* _WHAT YOU HAVE TO DO_: Only the first line of the listing and the lines after it, up to and including the one containing "The image size is (868, 489).", should be retyped exactly.

* _SOURCE RECORDS_:

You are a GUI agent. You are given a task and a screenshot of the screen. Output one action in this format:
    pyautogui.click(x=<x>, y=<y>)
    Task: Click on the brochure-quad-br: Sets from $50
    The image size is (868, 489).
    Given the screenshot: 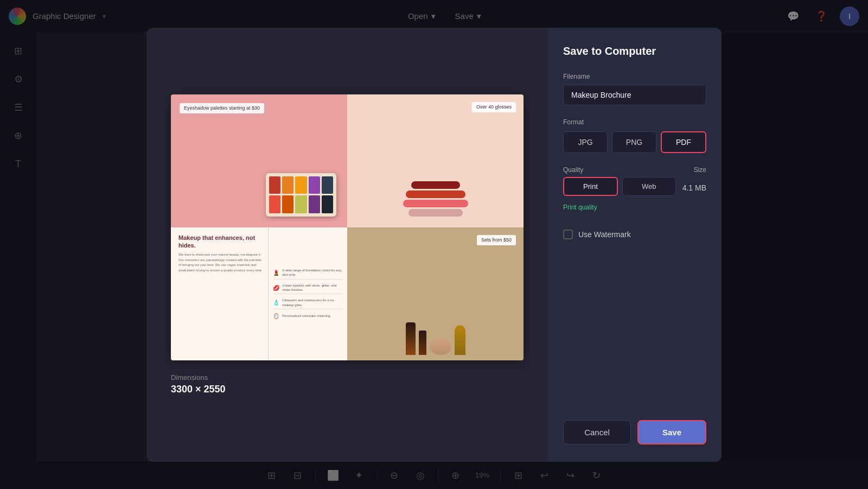 What is the action you would take?
    pyautogui.click(x=435, y=294)
    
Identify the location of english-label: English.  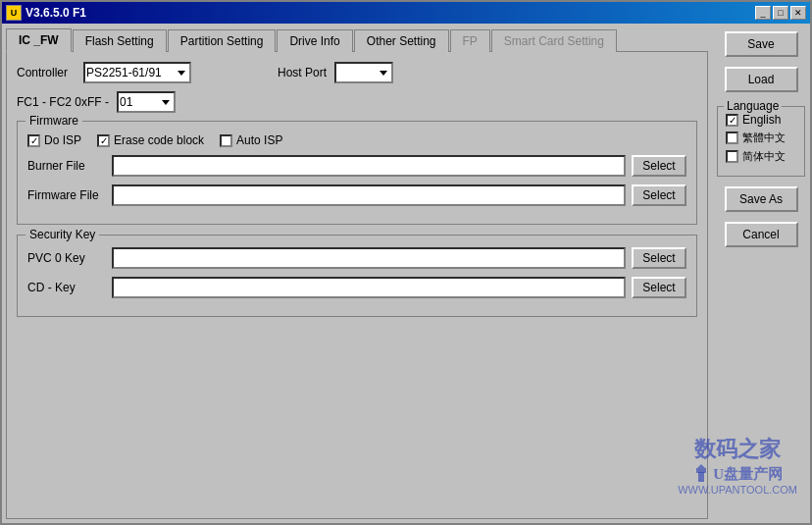
(761, 120).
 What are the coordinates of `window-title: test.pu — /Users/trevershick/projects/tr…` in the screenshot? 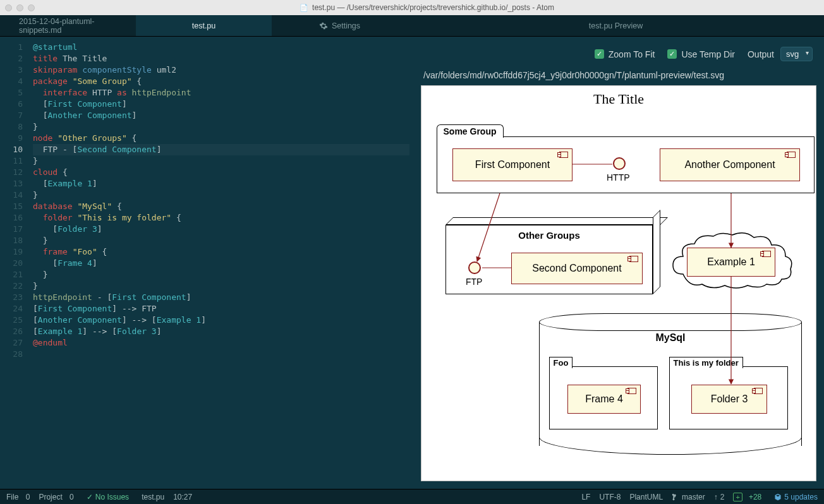 It's located at (433, 8).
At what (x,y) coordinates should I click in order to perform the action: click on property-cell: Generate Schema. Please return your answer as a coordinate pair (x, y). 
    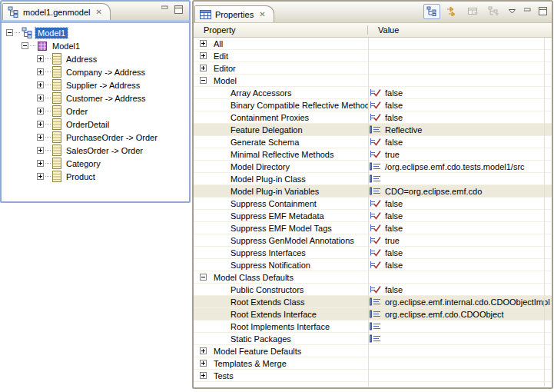
    Looking at the image, I should click on (281, 142).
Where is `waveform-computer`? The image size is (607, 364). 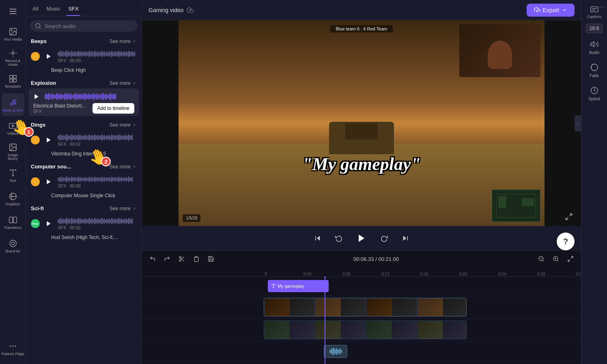
waveform-computer is located at coordinates (97, 179).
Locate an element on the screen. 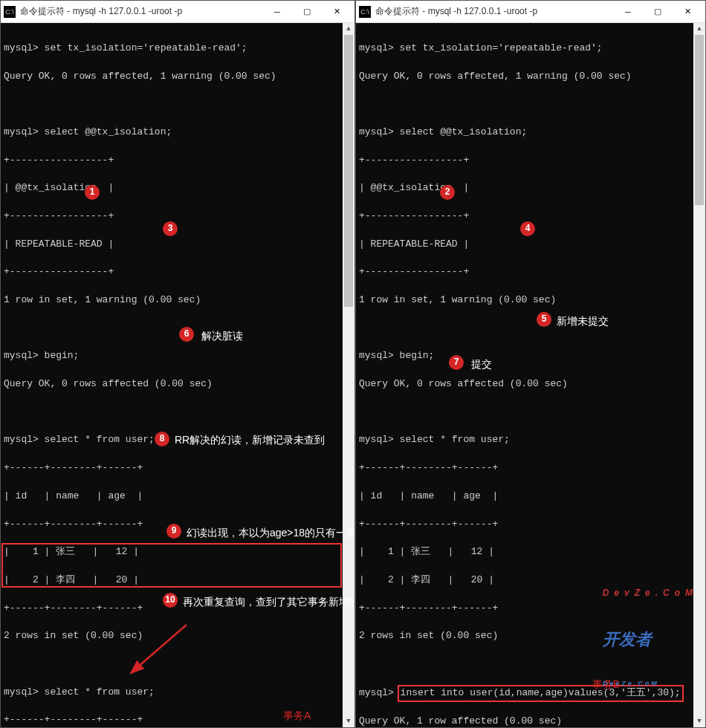 This screenshot has width=706, height=728. output-line: 2 rows in set (0.00 sec) is located at coordinates (178, 636).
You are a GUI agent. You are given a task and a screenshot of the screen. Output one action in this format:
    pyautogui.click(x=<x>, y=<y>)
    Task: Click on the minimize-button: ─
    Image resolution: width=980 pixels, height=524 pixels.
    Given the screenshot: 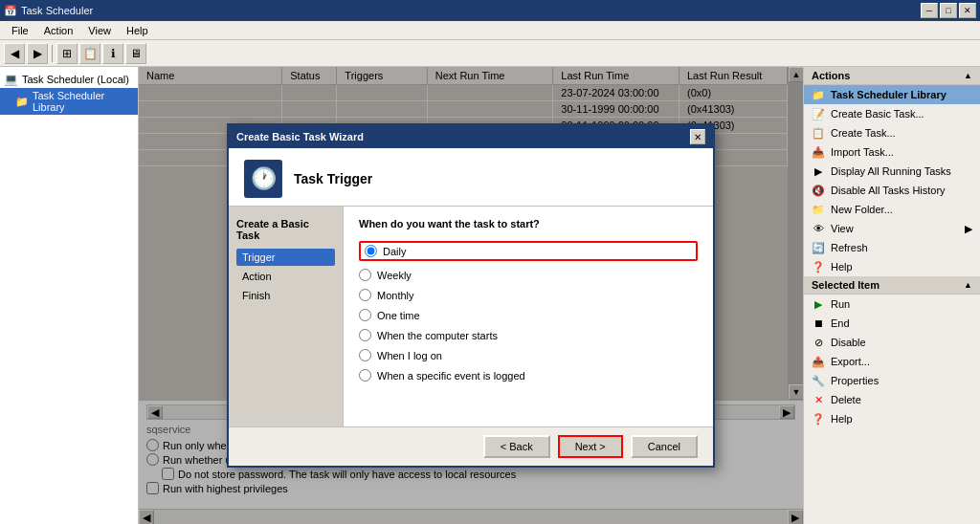 What is the action you would take?
    pyautogui.click(x=929, y=11)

* _ANSWER FOR THIS EXERCISE_:
You are a GUI agent. You are given a task and a screenshot of the screen. Output one action in this format:
    pyautogui.click(x=<x>, y=<y>)
    Task: Click on the brochure-quad-br: Sets from $50
    The image size is (868, 489).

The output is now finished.